Where its predecessors felt a bit padded and overlong, The Prisoner of Azkaban feels incomplete and overly edited. If the first two films could easily have been tightened up by a half-hour or so, this one left me wishing for the first time that there were an “extended edition” DVD coming, as with the Lord of the Rings films.
Harry Potter is back, and in this second outing the stakes are higher, the themes darker, the Malfoys nastier, the action grander, the monsters scarier, the gross-outs ickier, the climax stronger, and the movie longer.
Fans of the books will be gratified by a warm rush of recognition at every turn. From the growing anticipation as the mysterious invitations to Harry at the Dursley’s begin their inexorable multiplication, to Robbie Coltrane’s comforting performance as the genial giant Hagrid, to the dazzling Hogwarts grounds, to the exhilarating speed and excitement of Quidditch, the book’s main pleasures have been expertly realized.
Much of the comedy comes from reversal of stereotypes, with the mild-mannered, middle-class Holland aspiring to the role of criminal mastermind, and Holland’s elderly landlady (Edie Martin) knowledgeably conversing with bemused bobbies in street slang learned from dime-store crime fiction. And while the caper-gone-wrong comedy genre has been done to death in recent decades, The Lavender Hill Mob avoids most of what became the clichés of the genre.
Vladimir Arseniev was an early 20th-century explorer who mapped much of the krai territory of the Russian Far East and studied its indigenous peoples. Based on his memoirs, Akira Kurosawa’s Dersu Uzala tells the story of an unusual friendship between Arseniev (Yuri Solomin) and the nomadic tribal hunter for whom the film is named (Maksim Munzuk).
While working on Citizen Kane, Welles joked that "If they ever let me do a second picture, I’m lucky." He was only half right. He was lucky enough to make many additional pictures, some of them masterpieces in their own right. But the luckiest he ever got, which is more than lucky enough, was getting to make Citizen Kane itself. That unprecedented level of control and magical synergy was a once-in-a-lifetime opportunity — and, to his immortal credit, Welles made the most of it. He made Citizen Kane.
A tightly wound, middle-aged carpenter named Olivier (Olivier Gourmet) works with young boys at some sort of center. His inner life, his motives and emotions, aren’t revealed to us, and he doesn’t seem preoccupied with them himself.
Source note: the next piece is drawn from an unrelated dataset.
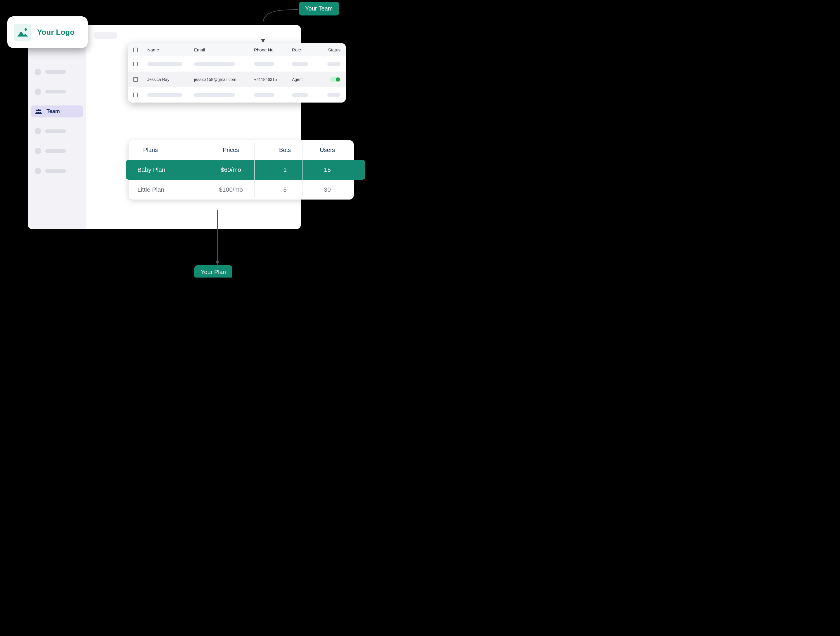 This screenshot has height=636, width=840. I want to click on cell-plan-price: $100/mo, so click(231, 190).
He wears a leather back brace, and has perhaps been injured at some point; and his work itself may be a similar sort of prop against some injury of his past.
If the Western is the quintessential American mythology, Shane (Alan Ladd in his best-known role) is the Western’s great knight–samurai archetype: stern in battle, mild with women and children, siding with the wronged, honoring marriage.
“A Going My Way with substance” is how Elia Kazan’s classic, controversial On the Waterfront was recently described in a lecture at Boston College.
In the end, perhaps the most enduring achievement of The Gospel According to Matthew is an ironic one, given Pasolini’s Marxism: No other life-of-Christ film is so contemplative, inviting the viewer simply to meditate on the life and teaching of Jesus.
If Pixar’s Toy Story movies connect with the child in all of us, DreamWorks’ Shrek pictures are aimed squarely at our inner adolescent. I suspect I may be more in touch with my inner child than my inner adolescent.
Loosely based upon a story by children’s author William Steig (Sylvester and the Magic Pebble), Shrek is a satiric, updated fairy-tale love story, sort of like The Princess Bride, if André the Giant had been the hero, and had worn Lou Ferrigno body paint. And if Princess Buttercup did Matrix-style wire-fu and knocked out bad guys.